COBOL Performance Anecdote - HP-UX Scripting

by Arnold J. Trembley , Wed-07-Nov-2001

Wednesday I had lunch with Jim, a long-time friend. Jim is Manager of Technical Services for a chain of retail stores. They have a small IBM mainframe (MP3000) and lots of Hewlett-Packard Unix boxes and NT Servers. He told me a story related to COBOL performance.

They have a report file that is transmitted from the IBM Mainframe to a Hewlett Packard Unix box. The particular file was about six megabytes in size, and they needed to split the report into smaller reports after it is received on the Unix box. Basically they needed a program to read each line of the large report file and scan for the jobname. When they find it they need to generate a new report file with the mainframe jobname as part of the Unix file name, and write all the report lines to that file until they encounter another jobname control break in the input data.

They gave this assignment to their HP-UX guru, who writes scripts. Since I am not a Unix expert, I am not sure which scripting tools would normally be used for this kind of task. I've heard of awk, sed, grep, and perl, but I don't know what was actually used. The HP-UX expert wrote a script that read in the six-megabyte file and created 25 output reports. It's simply a matter of splitting one large file into a set of smaller files, and it's a job that needs to run multiple times every day, whenever they need to send mainframe reports to the HP Unix box.

The Unix script ran for 51 minutes.

A six megabyte file is not a particularly large file on an IBM Mainframe (or even on an HP-9000), and Jim suggested that 51 minutes seemed like an excessively long time to split one file into 25 smaller files. Could it be speeded up somehow?
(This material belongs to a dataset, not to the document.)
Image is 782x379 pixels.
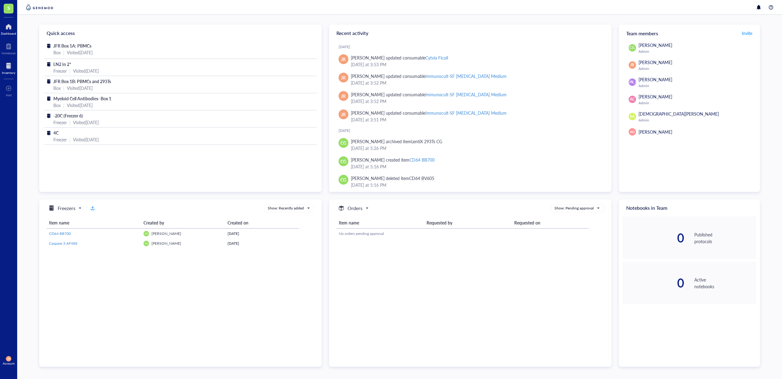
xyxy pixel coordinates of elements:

The Unix guy optimized the script, changed this and that, ran it again, and got it down to 41 minutes. Can you do better? After some more tweaking and testing, the script ran in 29 minutes. That still seems like a long time, can you improve it some more? Sorry, that's absolutely the best that can be done.

Now Jim likes to poke around and look into problems. Twenty-one years ago, when I was an entry-level COBOL programmer, Jim was my project leader. Jim hasn't coded a COBOL program in over 15 years, had never seen ANSI-85 COBOL, and had never before written COBOL on a non-EBCDIC computer. But they have Peoplesoft applications on the HP-9000 and they have an HP-UX variant of MicroFocus COBOL. So Jim wrote a COBOL program of about 200-300 lines to split the file.

Since he knows I still code in COBOL he asked me some questions about new COBOL features he had never seen before, like EVALUATE and explicit scope terminators. One feature of HP-UX COBOL he was unfamiliar with was "SELECT file-name ASSIGN TO variable-name". This allowed him to build the name of the output file at run time, inserting the mainframe jobname into the Unix file name. He asked if COBOL for OS/390 & VM has that. Not yet, I said, but it's a common extension in non-IBM Mainframe COBOL compilers. In any event, it allowed him to finish the job in less time than the three script attempts. He said he spent about four hours total to develop the COBOL program on the Hewlett-Packard computer.

The COBOL solution runs in 0.7 SECONDS (best time), 1.5 SECONDS (worst time). The Unix expert had not even believed the job could be done in COBOL.

Comparing the best script time (29 minutes = 1740 seconds) to the COBOL program's worst time (1.5 seconds) is approximately a 99.88% reduction in wall clock run time, which is a phenomenal performance improvement.

Of course, this result can be attributed entirely to the difference between interpreted code and compiled code. I have no idea how the COBOL program would have compared to a compiled C program. But I have heard other anecdotes that suggest I/O in Unix COBOL programs is faster than I/O in Unix C programs.